Some scientists and engineers, such as Daniel Schrag, director of Harvard's Laboratory for Geochemical Oceanography, point out that, in light of the planet's growing thirst and rising temperature, even Soviet-scale climate modification is attracting real consideration. Boyle, who spoke at a joint MIT-Cambridge University conference on the topic last year, readily concedes, ''There are very prominent, serious scientists who are considering these things."

Such projects are inevitably presented as last-ditch protections against an existential threat, but they nevertheless raise the issue of what it would mean to take a more active role in shaping the weather--not merely in the face of catastrophe but as a means of lengthening the growing season, making rainfall more regular, or blunting heat waves.

But controlling the weather, like controlling our genes, creates a thicket of ethical thorns. For one thing, despite the international ban, reliable weather modification could end up being weaponized. A 1996 Air Force report entitled ''Weather as a Force Multiplier: Owning the Weather in 2025," argued that ''the tremendous military capabilities that could result from this field are ignored at our own peril."

Even purely peaceful aims would lead to a cascade of seemingly zero-sum conflicts. In the US, cloud seeding has set off several lawsuits in which, for example, downwind farmers have accused a cloud-seeding neighbor of ''stealing" their rain. Such issues only grow in complexity along with the scale. Ideal weather for a farm isn't necessarily ideal for a resort. (In 1950, the owner of an upstate country club unsuccessfully sued New York City over its attempt to alleviate a drought through cloud-seeding.) What once was, in insurance parlance, an ''act of God" becomes something for which one can assign blame.

For climate modification's more eager supporters, such worries are premature. According to Joe Kaplinsky, a technology analyst in London, ''To raise these things before the technology has really gotten off the ground is to deprive us of the potential benefits of any technology, because any technology can be misused."

''Of course some people will benefit and some people will lose," Kaplinsky says, ''but there are social mechanisms for solving disagreements, either through compensation or through democratic debate." If a new technology provides a ''net gain," he says, ''the losers can be compensated.
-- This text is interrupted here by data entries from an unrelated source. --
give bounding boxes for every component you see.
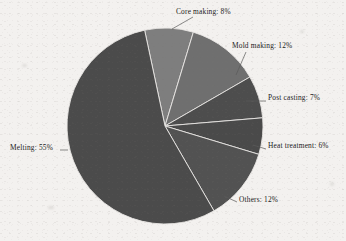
- pie-svg: [0, 0, 346, 241]
- slice-label-core-making: Core making: 8%: [176, 8, 231, 16]
- slice-label-mold-making: Mold making: 12%: [232, 42, 292, 50]
- pie-slices-group: [67, 28, 263, 224]
- slice-label-post-casting: Post casting: 7%: [268, 94, 320, 102]
- leader-line-core-making: [172, 17, 193, 29]
- slice-label-others: Others: 12%: [239, 196, 278, 204]
- slice-label-melting: Melting: 55%: [10, 144, 53, 152]
- slice-label-heat-treatment: Heat treatment: 6%: [268, 142, 329, 150]
- chart-plot-area: [0, 0, 346, 241]
- pie-chart-figure: Core making: 8% Mold making: 12% Post ca…: [0, 0, 346, 241]
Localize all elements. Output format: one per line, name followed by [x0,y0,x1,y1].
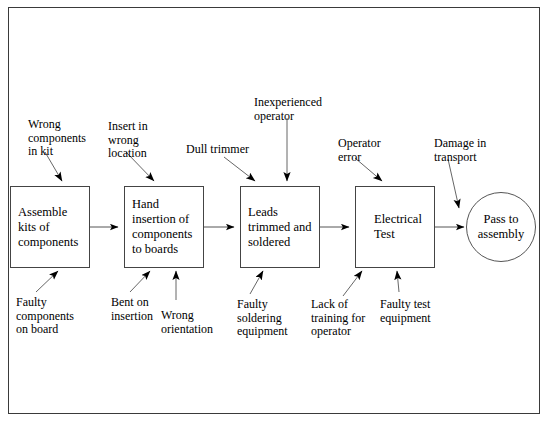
process-label-line: components [18,235,86,250]
cause-line: Dull trimmer [186,143,249,157]
cause-line: Bent on [111,296,153,310]
cause-line: insertion [111,310,153,324]
cause-line: components [28,132,86,146]
process-label-line: Leads [248,205,316,220]
process-label-line: components [132,227,200,242]
cause-label-wrong-components-in-kit: Wrong components in kit [28,118,86,159]
cause-line: location [108,147,148,161]
cause-line: Faulty test [380,298,431,312]
cause-line: Lack of [311,298,365,312]
cause-line: Wrong [28,118,86,132]
cause-line: wrong [108,134,148,148]
cause-line: Insert in [108,120,148,134]
cause-line: operator [311,325,365,339]
diagram-canvas: Assemble kits of components Hand inserti… [0,0,549,426]
cause-label-faulty-components-on-board: Faulty components on board [16,296,74,337]
cause-line: on board [16,323,74,337]
cause-label-wrong-orientation: Wrong orientation [161,309,213,336]
cause-label-insert-in-wrong-location: Insert in wrong location [108,120,148,161]
terminator-pass-to-assembly[interactable]: Pass to assembly [466,192,536,262]
process-box-assemble-kits[interactable]: Assemble kits of components [10,186,90,268]
cause-label-inexperienced-operator: Inexperienced operator [254,96,322,123]
cause-line: in kit [28,145,86,159]
cause-line: Faulty [237,298,288,312]
process-label-line: soldered [248,235,316,250]
cause-label-bent-on-insertion: Bent on insertion [111,296,153,323]
process-box-hand-insertion[interactable]: Hand insertion of components to boards [124,186,204,268]
process-box-leads-trimmed[interactable]: Leads trimmed and soldered [240,186,320,268]
cause-line: transport [434,151,486,165]
process-box-electrical-test[interactable]: Electrical Test [355,186,435,268]
process-label-line: trimmed and [248,220,316,235]
cause-label-lack-of-training-for-operator: Lack of training for operator [311,298,365,339]
cause-line: Inexperienced [254,96,322,110]
cause-label-damage-in-transport: Damage in transport [434,137,486,164]
cause-line: soldering [237,312,288,326]
process-label-line: Test [374,227,431,242]
cause-line: Damage in [434,137,486,151]
process-label-line: to boards [132,242,200,257]
cause-line: equipment [380,312,431,326]
process-label-line: kits of [18,220,86,235]
process-label-line: Assemble [18,205,86,220]
process-label-line: insertion of [132,212,200,227]
cause-line: operator [254,110,322,124]
process-label-line: Hand [132,197,200,212]
terminator-label-line: assembly [478,227,525,242]
cause-line: components [16,310,74,324]
cause-line: Operator [338,137,381,151]
cause-label-faulty-test-equipment: Faulty test equipment [380,298,431,325]
cause-line: training for [311,312,365,326]
cause-line: orientation [161,323,213,337]
cause-line: error [338,151,381,165]
cause-label-faulty-soldering-equipment: Faulty soldering equipment [237,298,288,339]
cause-line: Wrong [161,309,213,323]
cause-line: Faulty [16,296,74,310]
terminator-label-line: Pass to [483,212,518,227]
cause-label-operator-error: Operator error [338,137,381,164]
process-label-line: Electrical [374,212,431,227]
cause-label-dull-trimmer: Dull trimmer [186,143,249,157]
cause-line: equipment [237,325,288,339]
And it's very clear that there's a tremendous potential here for managing weather systems in a way that would create tremendous net gain."

Some of the calculations, though, would verge on the Solomonic. Suppose we could control hurricanes, posits Harvard's Schrag, ''but stopping one requires an incredibly hot day in Africa that would burn up all the crops. You've got one hell of a moral dilemma there."

''Let's say you have a mirror in space," he goes on. ''Think of two summers ago when we were having this awful cold summer and Europe was having this awful heat wave. Who gets to adjust the mirror?"